I picked up the tremulous life,
went outside the city,
and planted it deep, deep
into the farm furrow across the river.
Then, from every direction,
the evening glow was watching me.
콩알 하나/김준태
누가 흘렸을까
막내딸 찾아가는
다 쭈그러진 시골 할머니의
구멍 난 보따리에서
빠져 나왔을까
역전 광장
아스팔트 위에
밟히며 뒹구는
파아란 콩알 하나
나는 그 엄청난 생명을 집어 들어
도회지 밖으로 나가
강 건너 밭이랑에
깊숙이 깊숙이 심어 주었다
그때 사방팔방에서
저녁 노을이 나를 바라보고 있었다.
(Originally published in Gwangju News, June, 2012)
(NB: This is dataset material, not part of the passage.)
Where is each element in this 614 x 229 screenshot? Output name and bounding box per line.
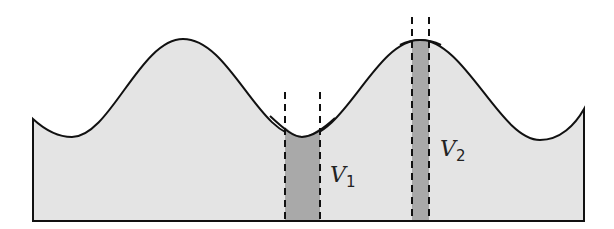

Kim Jun-tae (1949- ) was born in Haenam, Jeollanamdo. He studied German literature at Chosun University. He made his literary debut in 1969 with the publication of “Thrashing the Sesame” and other poems in The Poet. His poetry collections include Thrashing the Sesame, I Saw God, The Rice Soup and Hope, Fire or Flower?, and Sword and Soil. He is known as the progressive poet of “Oh, Gwangju! The Cross of Our Nation!,” a poem about the Gwangju Uprising he published on June 2, 1980, in The Chonnam Daily. With the publication of this poem, the newspaper was forced to shut down, and he was laid off from his teaching at Chonnam High School. This poem has been acclaimed as the first poem that addressed the uprising. He is a protest poet committed to writing about ruined hometowns, national liberation, and the decolonization of culture.